== Description of the task ==
Filter on the word "will": copy each matching line from the listing below.

== Data ==
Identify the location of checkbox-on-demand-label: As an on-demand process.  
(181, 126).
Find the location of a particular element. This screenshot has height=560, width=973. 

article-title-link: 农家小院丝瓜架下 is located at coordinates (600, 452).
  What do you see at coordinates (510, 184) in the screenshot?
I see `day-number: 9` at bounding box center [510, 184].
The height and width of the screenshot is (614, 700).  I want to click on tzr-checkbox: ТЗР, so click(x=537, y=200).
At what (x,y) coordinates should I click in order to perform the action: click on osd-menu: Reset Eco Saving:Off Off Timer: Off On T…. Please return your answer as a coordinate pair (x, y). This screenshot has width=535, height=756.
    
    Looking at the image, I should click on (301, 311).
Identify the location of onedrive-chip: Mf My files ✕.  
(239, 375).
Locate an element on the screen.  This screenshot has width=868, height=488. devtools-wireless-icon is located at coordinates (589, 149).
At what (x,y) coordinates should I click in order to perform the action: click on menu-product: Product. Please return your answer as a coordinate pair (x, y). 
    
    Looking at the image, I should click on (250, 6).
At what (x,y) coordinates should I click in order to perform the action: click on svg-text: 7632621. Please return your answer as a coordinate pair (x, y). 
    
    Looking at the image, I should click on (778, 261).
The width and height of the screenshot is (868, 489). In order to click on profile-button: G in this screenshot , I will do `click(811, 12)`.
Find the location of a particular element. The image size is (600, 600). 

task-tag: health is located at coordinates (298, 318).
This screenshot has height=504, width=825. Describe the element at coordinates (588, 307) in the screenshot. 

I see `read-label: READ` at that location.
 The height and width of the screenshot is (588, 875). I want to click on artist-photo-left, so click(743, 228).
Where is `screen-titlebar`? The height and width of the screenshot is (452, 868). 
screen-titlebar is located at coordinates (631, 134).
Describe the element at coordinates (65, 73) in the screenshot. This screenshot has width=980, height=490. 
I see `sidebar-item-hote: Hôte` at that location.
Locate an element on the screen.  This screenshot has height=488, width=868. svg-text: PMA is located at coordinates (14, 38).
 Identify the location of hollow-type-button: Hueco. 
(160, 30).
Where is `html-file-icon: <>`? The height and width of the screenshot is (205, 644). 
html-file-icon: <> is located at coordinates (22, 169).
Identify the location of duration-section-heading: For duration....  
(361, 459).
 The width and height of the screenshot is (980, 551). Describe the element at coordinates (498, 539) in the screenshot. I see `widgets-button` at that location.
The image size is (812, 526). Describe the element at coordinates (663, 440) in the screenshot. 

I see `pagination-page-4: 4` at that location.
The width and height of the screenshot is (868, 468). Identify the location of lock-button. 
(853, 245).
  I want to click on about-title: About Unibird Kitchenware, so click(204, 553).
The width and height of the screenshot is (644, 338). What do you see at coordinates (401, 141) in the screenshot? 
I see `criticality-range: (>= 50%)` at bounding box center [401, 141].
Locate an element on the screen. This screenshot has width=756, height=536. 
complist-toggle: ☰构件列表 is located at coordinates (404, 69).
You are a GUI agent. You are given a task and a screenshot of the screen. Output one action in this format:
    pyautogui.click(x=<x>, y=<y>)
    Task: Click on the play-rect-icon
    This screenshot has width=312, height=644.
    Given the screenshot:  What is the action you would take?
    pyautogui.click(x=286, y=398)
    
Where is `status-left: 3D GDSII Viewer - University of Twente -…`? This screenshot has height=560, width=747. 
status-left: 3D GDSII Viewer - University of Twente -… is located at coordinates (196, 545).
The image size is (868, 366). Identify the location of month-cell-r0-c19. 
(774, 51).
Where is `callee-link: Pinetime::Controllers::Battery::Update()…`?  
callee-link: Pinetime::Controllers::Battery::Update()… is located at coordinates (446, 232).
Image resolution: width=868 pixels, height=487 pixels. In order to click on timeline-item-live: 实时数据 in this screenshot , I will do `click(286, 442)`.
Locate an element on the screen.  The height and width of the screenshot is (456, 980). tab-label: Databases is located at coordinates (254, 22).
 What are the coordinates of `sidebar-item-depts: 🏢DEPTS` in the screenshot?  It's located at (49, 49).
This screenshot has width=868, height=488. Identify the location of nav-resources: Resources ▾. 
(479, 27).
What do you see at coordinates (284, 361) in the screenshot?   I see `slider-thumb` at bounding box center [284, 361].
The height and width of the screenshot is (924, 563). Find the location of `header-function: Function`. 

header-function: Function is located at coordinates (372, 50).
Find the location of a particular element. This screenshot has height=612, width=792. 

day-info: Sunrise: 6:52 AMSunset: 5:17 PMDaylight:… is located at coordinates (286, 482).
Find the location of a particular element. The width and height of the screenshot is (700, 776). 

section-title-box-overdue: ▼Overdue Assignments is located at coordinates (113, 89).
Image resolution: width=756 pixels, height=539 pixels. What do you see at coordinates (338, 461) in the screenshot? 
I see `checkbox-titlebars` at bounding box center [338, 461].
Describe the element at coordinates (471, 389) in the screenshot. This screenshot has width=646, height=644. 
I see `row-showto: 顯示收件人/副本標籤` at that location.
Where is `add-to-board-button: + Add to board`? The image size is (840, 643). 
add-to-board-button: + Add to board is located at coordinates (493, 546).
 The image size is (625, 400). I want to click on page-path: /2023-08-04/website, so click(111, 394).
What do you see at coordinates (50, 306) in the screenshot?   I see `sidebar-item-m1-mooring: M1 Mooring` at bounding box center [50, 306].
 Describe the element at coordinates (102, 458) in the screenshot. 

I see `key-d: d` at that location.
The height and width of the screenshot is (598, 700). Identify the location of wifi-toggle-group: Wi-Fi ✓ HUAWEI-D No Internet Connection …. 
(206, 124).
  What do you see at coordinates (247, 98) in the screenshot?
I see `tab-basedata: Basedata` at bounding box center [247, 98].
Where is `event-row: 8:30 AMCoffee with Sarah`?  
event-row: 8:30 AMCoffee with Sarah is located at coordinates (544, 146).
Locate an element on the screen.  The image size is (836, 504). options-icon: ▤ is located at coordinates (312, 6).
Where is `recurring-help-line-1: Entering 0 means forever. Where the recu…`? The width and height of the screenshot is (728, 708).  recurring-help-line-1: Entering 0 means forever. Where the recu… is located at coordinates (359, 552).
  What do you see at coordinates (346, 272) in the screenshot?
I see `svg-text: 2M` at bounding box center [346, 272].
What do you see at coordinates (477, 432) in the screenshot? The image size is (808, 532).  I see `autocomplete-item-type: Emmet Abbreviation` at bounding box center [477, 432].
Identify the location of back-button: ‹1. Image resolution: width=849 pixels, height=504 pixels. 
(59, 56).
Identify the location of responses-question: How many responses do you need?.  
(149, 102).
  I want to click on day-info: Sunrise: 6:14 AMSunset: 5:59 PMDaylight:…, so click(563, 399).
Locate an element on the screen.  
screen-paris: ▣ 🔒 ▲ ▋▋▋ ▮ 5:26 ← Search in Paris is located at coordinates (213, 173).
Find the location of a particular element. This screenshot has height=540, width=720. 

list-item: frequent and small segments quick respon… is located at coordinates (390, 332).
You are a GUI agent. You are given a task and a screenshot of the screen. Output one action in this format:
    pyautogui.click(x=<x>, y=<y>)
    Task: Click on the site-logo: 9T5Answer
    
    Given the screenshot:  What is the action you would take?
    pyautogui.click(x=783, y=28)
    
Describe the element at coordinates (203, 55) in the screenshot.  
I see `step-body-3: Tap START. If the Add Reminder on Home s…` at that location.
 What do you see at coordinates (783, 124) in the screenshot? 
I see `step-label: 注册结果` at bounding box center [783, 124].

== Exercise response ==
The width and height of the screenshot is (868, 489). In order to click on profile-button: G in this screenshot , I will do `click(811, 12)`.
Image resolution: width=868 pixels, height=487 pixels. In order to click on timeline-item-live: 实时数据 in this screenshot , I will do `click(286, 442)`.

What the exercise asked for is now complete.